• Stars
    star
    4,563
  • Rank 9,315 (Top 0.2 %)
  • Language
    Jupyter Notebook
  • License
    MIT License
  • Created over 7 years ago
  • Updated 7 months ago

Reviews

There are no reviews yet. Be the first to send feedback to the community and the maintainers!

Repository Details

unet for image segmentation

Implementation of deep learning framework -- Unet, using Keras

The architecture was inspired by U-Net: Convolutional Networks for Biomedical Image Segmentation.


Overview

Data

The original dataset is from isbi challenge, and I've downloaded it and done the pre-processing.

You can find it in folder data/membrane.

Data augmentation

The data for training contains 30 512*512 images, which are far not enough to feed a deep learning neural network. I use a module called ImageDataGenerator in keras.preprocessing.image to do data augmentation.

See dataPrepare.ipynb and data.py for detail.

Model

img/u-net-architecture.png

This deep neural network is implemented with Keras functional API, which makes it extremely easy to experiment with different interesting architectures.

Output from the network is a 512*512 which represents mask that should be learned. Sigmoid activation function makes sure that mask pixels are in [0, 1] range.

Training

The model is trained for 5 epochs.

After 5 epochs, calculated accuracy is about 0.97.

Loss function for the training is basically just a binary crossentropy.


How to use

Dependencies

This tutorial depends on the following libraries:

  • Tensorflow
  • Keras >= 1.0

Also, this code should be compatible with Python versions 2.7-3.5.

Run main.py

You will see the predicted results of test image in data/membrane/test

Or follow notebook trainUnet

Results

Use the trained model to do segmentation on test images, the result is statisfactory.

img/0test.png

img/0label.png

About Keras

Keras is a minimalist, highly modular neural networks library, written in Python and capable of running on top of either TensorFlow or Theano. It was developed with a focus on enabling fast experimentation. Being able to go from idea to result with the least possible delay is key to doing good research.

Use Keras if you need a deep learning library that:

allows for easy and fast prototyping (through total modularity, minimalism, and extensibility). supports both convolutional networks and recurrent networks, as well as combinations of the two. supports arbitrary connectivity schemes (including multi-input and multi-output training). runs seamlessly on CPU and GPU. Read the documentation Keras.io

Keras is compatible with: Python 2.7-3.5.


The entries below must be retyped exactly. Pictures are to be omitted.

──────── Entries supplied

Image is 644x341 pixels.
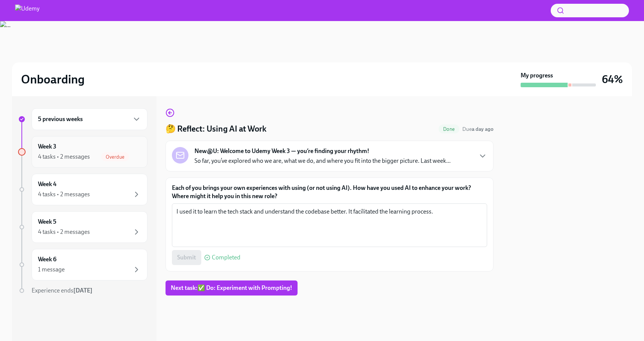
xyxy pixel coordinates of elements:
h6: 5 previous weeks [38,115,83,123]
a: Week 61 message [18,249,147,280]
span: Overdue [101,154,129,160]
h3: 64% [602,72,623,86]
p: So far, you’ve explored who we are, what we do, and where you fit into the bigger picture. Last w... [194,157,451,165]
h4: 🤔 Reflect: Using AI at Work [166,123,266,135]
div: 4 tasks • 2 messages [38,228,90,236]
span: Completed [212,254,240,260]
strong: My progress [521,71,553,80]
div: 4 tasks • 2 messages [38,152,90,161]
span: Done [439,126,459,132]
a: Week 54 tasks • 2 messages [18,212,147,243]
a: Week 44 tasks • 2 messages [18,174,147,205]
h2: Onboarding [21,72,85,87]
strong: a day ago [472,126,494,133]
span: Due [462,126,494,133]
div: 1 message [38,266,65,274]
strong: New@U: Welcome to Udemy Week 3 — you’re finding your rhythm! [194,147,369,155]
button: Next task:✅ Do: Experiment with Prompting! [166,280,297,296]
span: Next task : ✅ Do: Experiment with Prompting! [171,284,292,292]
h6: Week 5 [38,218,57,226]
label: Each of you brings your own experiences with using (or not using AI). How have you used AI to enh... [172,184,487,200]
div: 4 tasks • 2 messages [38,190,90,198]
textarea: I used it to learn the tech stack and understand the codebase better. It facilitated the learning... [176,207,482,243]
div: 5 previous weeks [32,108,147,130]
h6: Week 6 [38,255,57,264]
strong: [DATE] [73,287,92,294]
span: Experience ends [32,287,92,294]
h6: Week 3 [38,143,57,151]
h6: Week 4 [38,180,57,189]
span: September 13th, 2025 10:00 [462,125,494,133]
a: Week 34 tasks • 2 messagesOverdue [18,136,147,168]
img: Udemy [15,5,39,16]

────────────────

→ Response
Image is 644x341 pixels.
xyxy pixel coordinates of elements:
h6: 5 previous weeks [38,115,83,123]
a: Week 61 message [18,249,147,280]
span: Overdue [101,154,129,160]
h3: 64% [602,72,623,86]
p: So far, you’ve explored who we are, what we do, and where you fit into the bigger picture. Last w... [194,157,451,165]
h4: 🤔 Reflect: Using AI at Work [166,123,266,135]
div: 4 tasks • 2 messages [38,228,90,236]
span: Completed [212,254,240,260]
strong: My progress [521,71,553,80]
div: 4 tasks • 2 messages [38,152,90,161]
span: Done [439,126,459,132]
a: Week 54 tasks • 2 messages [18,212,147,243]
a: Week 44 tasks • 2 messages [18,174,147,205]
h2: Onboarding [21,72,85,87]
strong: a day ago [472,126,494,133]
span: Due [462,126,494,133]
div: 1 message [38,266,65,274]
strong: New@U: Welcome to Udemy Week 3 — you’re finding your rhythm! [194,147,369,155]
button: Next task:✅ Do: Experiment with Prompting! [166,280,297,296]
span: Next task : ✅ Do: Experiment with Prompting! [171,284,292,292]
h6: Week 5 [38,218,57,226]
label: Each of you brings your own experiences with using (or not using AI). How have you used AI to enh... [172,184,487,200]
div: 4 tasks • 2 messages [38,190,90,198]
textarea: I used it to learn the tech stack and understand the codebase better. It facilitated the learning... [176,207,482,243]
div: 5 previous weeks [32,108,147,130]
h6: Week 6 [38,255,57,264]
strong: [DATE] [73,287,92,294]
span: Experience ends [32,287,92,294]
h6: Week 3 [38,143,57,151]
h6: Week 4 [38,180,57,189]
span: September 13th, 2025 10:00 [462,125,494,133]
a: Week 34 tasks • 2 messagesOverdue [18,136,147,168]
img: Udemy [15,5,39,16]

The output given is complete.